I’m dealing with a relatively minor annoyance in working with VFX Graphs in my scenes. Specifically, even when a VFX Graph object is sitting there “doing nothing”, it still appears to use a lot of GPU resources, due to the way the Culling work on VFX Graph objects.
First, I’ll mention I feel I generally need to set most of my VFX graphs Culling Flags to “Always Recompute Bounds and Simulate”. This seems to be the only reasonable choice for any VFX graph that has a clearly defined start/end, like a single explosion. If I choose one of the other Culling Flags, the result will be that an effect will be paused if I look away from it, and it will resume when I look at it again. Consider an explosion occurring 100 meters away from the player. It’s a big burst of fire that takes 2-3 seconds to complete. If the explosion begins, and I immediately turn my back on it, I can wait 10 seconds, then look at it again, and the effect will resume where it left off. That’s really bad behavior, and the only way I can avoid it is by setting Culling Flags to “Always Recompute Bounds and Simulate”.
The issue is, for that same explosion, the effect will generally occur in distinct “bursts”. Most of the time, a VFX object will be doing “nothing”. There will be no spawned particles, and effectively nothing to simulate. Here’s an example of this kind of graph:
However, it seems that this graph will use quite a bit of GPU resources if it’s not disabled. In my scene, with no Game/Scene views being displayed, I’ll see my GPU usage sit at around 0%. But if I enable this VFX Graph, the GPU usage will climb to 10% even though A) The game isn’t actually being rendered in any Unity windows at the moment, and B) The VFX Object itself has no particles in it. It’s not disabled, but it’s “idle”, in that it only spawns particles when an event is called, and that event hasn’t been called.
The workaround to this performance hit is to ensure all of my VFX objects are disabled if they’re not currently displaying anything visually, but that’s potentially really difficult to determine.
It seems to me that the “Always Recompute Bounds and Simulate” should be smart enough to realize it has no current particles, and that there’s nothing to compute at the moment. Or, that if a VFX Graph has its Culling Flags set to only simulate when visible, it shouldn’t pause the Time of the graph when it’s not visible, so that when I do look at it again, it catches up with where the simulation should be. But I guess I can see how that’s kind of tricky to determine if you’re not computing ever step of the simulation…
TLDR: What’s the correct approach to take with “burst” VFX Graph objects, so they’re not sitting there sucking up GPU resources the whole time they’re idle?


→ **The task**: Write the records below out again word for word, with the pictures removed.

*** Begin section ***

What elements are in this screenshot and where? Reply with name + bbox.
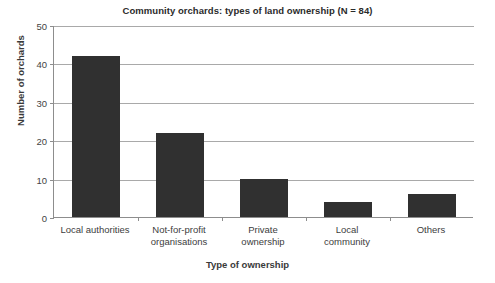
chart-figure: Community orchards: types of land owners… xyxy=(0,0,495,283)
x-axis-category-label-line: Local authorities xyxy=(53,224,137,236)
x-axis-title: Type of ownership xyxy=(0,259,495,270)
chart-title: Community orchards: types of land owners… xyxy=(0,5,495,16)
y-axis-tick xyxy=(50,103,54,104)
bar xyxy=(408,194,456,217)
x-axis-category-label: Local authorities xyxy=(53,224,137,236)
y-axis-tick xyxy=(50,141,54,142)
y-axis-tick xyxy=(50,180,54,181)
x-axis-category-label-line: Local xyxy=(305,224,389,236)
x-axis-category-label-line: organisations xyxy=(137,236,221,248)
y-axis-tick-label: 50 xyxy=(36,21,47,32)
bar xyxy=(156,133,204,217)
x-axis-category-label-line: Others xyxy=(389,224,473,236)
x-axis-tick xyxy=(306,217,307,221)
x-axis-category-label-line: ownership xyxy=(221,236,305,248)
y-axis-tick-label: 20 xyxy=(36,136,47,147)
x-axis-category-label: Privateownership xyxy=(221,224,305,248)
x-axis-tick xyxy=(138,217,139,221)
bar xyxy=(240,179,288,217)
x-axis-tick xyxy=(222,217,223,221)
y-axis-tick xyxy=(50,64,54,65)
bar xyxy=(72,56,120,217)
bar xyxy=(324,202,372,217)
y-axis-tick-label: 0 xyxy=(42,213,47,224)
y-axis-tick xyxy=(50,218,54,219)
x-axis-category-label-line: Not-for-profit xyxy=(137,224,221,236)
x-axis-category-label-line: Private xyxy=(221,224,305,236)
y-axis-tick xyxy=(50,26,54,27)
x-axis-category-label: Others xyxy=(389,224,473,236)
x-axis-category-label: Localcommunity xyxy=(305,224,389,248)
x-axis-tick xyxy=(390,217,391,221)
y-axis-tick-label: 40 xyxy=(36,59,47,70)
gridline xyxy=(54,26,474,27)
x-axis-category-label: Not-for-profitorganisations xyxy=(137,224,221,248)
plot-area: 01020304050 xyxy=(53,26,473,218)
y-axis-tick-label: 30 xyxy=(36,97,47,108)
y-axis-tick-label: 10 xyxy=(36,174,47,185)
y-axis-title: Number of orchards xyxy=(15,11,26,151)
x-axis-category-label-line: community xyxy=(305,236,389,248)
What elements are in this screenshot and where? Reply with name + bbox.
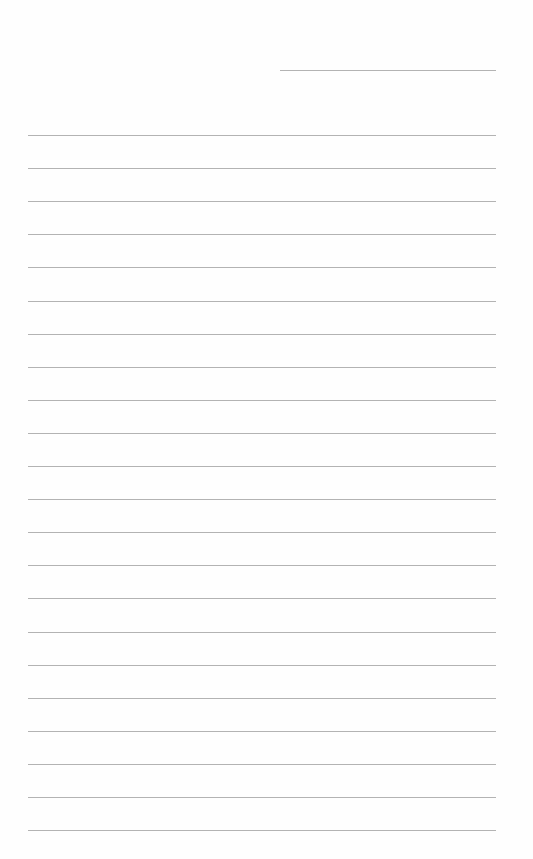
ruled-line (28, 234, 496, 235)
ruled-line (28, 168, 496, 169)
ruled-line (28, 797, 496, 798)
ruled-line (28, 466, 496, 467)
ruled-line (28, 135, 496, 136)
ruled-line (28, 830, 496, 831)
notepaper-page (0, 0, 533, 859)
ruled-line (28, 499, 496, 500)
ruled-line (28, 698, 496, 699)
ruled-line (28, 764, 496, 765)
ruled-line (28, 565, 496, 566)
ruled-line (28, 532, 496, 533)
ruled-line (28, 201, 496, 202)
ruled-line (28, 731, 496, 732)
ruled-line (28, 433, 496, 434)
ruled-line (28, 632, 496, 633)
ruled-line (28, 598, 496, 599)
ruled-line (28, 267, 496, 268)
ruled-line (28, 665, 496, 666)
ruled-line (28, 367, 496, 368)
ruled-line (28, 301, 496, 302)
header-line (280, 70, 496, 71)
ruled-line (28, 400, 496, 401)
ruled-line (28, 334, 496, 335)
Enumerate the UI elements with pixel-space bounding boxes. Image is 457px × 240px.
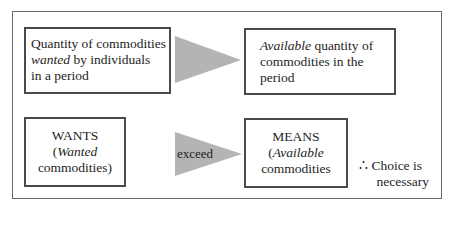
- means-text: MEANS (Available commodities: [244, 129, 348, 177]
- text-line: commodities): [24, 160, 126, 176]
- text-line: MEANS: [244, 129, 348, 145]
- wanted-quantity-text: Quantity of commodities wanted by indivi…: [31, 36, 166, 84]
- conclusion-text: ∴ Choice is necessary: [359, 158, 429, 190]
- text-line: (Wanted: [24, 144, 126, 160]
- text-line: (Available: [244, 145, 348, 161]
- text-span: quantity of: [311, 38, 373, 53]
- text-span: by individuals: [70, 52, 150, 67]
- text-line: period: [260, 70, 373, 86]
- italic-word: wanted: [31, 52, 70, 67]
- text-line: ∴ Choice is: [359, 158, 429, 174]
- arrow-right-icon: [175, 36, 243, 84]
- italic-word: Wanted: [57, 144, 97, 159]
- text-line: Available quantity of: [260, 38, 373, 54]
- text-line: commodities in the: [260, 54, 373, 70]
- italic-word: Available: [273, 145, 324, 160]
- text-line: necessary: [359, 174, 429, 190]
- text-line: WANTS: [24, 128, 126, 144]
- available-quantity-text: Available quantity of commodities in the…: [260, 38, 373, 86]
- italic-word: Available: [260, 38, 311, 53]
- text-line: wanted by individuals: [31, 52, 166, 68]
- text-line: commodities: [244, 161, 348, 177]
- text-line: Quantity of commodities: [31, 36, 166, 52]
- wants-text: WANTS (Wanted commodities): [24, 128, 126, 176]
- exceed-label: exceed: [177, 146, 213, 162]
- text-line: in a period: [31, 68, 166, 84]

*** End section ***

→ **Exercise result**:
What elements are in this screenshot and where? Reply with name + bbox.
chart-figure: Community orchards: types of land owners… xyxy=(0,0,495,283)
x-axis-category-label-line: Local authorities xyxy=(53,224,137,236)
x-axis-title: Type of ownership xyxy=(0,259,495,270)
chart-title: Community orchards: types of land owners… xyxy=(0,5,495,16)
y-axis-tick xyxy=(50,103,54,104)
bar xyxy=(408,194,456,217)
x-axis-category-label: Local authorities xyxy=(53,224,137,236)
y-axis-tick xyxy=(50,141,54,142)
y-axis-tick xyxy=(50,180,54,181)
x-axis-category-label-line: Local xyxy=(305,224,389,236)
x-axis-category-label-line: organisations xyxy=(137,236,221,248)
y-axis-tick-label: 50 xyxy=(36,21,47,32)
bar xyxy=(156,133,204,217)
x-axis-category-label-line: Others xyxy=(389,224,473,236)
x-axis-tick xyxy=(306,217,307,221)
x-axis-category-label-line: ownership xyxy=(221,236,305,248)
y-axis-tick-label: 20 xyxy=(36,136,47,147)
x-axis-category-label: Privateownership xyxy=(221,224,305,248)
x-axis-tick xyxy=(138,217,139,221)
bar xyxy=(240,179,288,217)
x-axis-tick xyxy=(222,217,223,221)
y-axis-tick xyxy=(50,64,54,65)
bar xyxy=(72,56,120,217)
bar xyxy=(324,202,372,217)
y-axis-tick-label: 0 xyxy=(42,213,47,224)
y-axis-tick xyxy=(50,218,54,219)
x-axis-category-label-line: Not-for-profit xyxy=(137,224,221,236)
x-axis-category-label-line: Private xyxy=(221,224,305,236)
y-axis-tick xyxy=(50,26,54,27)
x-axis-category-label: Others xyxy=(389,224,473,236)
x-axis-category-label: Localcommunity xyxy=(305,224,389,248)
x-axis-tick xyxy=(390,217,391,221)
y-axis-tick-label: 40 xyxy=(36,59,47,70)
gridline xyxy=(54,26,474,27)
x-axis-category-label: Not-for-profitorganisations xyxy=(137,224,221,248)
plot-area: 01020304050 xyxy=(53,26,473,218)
y-axis-tick-label: 30 xyxy=(36,97,47,108)
y-axis-tick-label: 10 xyxy=(36,174,47,185)
y-axis-title: Number of orchards xyxy=(15,11,26,151)
x-axis-category-label-line: community xyxy=(305,236,389,248)
What elements are in this screenshot and where? Reply with name + bbox.
ruled-line (28, 234, 496, 235)
ruled-line (28, 168, 496, 169)
ruled-line (28, 797, 496, 798)
ruled-line (28, 466, 496, 467)
ruled-line (28, 135, 496, 136)
ruled-line (28, 830, 496, 831)
notepaper-page (0, 0, 533, 859)
ruled-line (28, 499, 496, 500)
ruled-line (28, 698, 496, 699)
ruled-line (28, 764, 496, 765)
ruled-line (28, 565, 496, 566)
ruled-line (28, 532, 496, 533)
ruled-line (28, 201, 496, 202)
ruled-line (28, 731, 496, 732)
ruled-line (28, 433, 496, 434)
ruled-line (28, 632, 496, 633)
ruled-line (28, 598, 496, 599)
ruled-line (28, 267, 496, 268)
ruled-line (28, 665, 496, 666)
ruled-line (28, 367, 496, 368)
ruled-line (28, 301, 496, 302)
header-line (280, 70, 496, 71)
ruled-line (28, 400, 496, 401)
ruled-line (28, 334, 496, 335)
Enumerate the UI elements with pixel-space bounding boxes. Image is 457px × 240px.
- means-text: MEANS (Available commodities: [244, 129, 348, 177]
- text-line: commodities): [24, 160, 126, 176]
- text-line: MEANS: [244, 129, 348, 145]
- wanted-quantity-text: Quantity of commodities wanted by indivi…: [31, 36, 166, 84]
- conclusion-text: ∴ Choice is necessary: [359, 158, 429, 190]
- text-line: (Wanted: [24, 144, 126, 160]
- text-line: (Available: [244, 145, 348, 161]
- text-span: quantity of: [311, 38, 373, 53]
- text-span: by individuals: [70, 52, 150, 67]
- text-line: period: [260, 70, 373, 86]
- italic-word: wanted: [31, 52, 70, 67]
- text-line: ∴ Choice is: [359, 158, 429, 174]
- arrow-right-icon: [175, 36, 243, 84]
- italic-word: Wanted: [57, 144, 97, 159]
- text-line: Available quantity of: [260, 38, 373, 54]
- text-line: commodities in the: [260, 54, 373, 70]
- italic-word: Available: [273, 145, 324, 160]
- text-line: necessary: [359, 174, 429, 190]
- text-line: WANTS: [24, 128, 126, 144]
- available-quantity-text: Available quantity of commodities in the…: [260, 38, 373, 86]
- italic-word: Available: [260, 38, 311, 53]
- text-line: wanted by individuals: [31, 52, 166, 68]
- text-line: commodities: [244, 161, 348, 177]
- text-line: Quantity of commodities: [31, 36, 166, 52]
- wants-text: WANTS (Wanted commodities): [24, 128, 126, 176]
- exceed-label: exceed: [177, 146, 213, 162]
- text-line: in a period: [31, 68, 166, 84]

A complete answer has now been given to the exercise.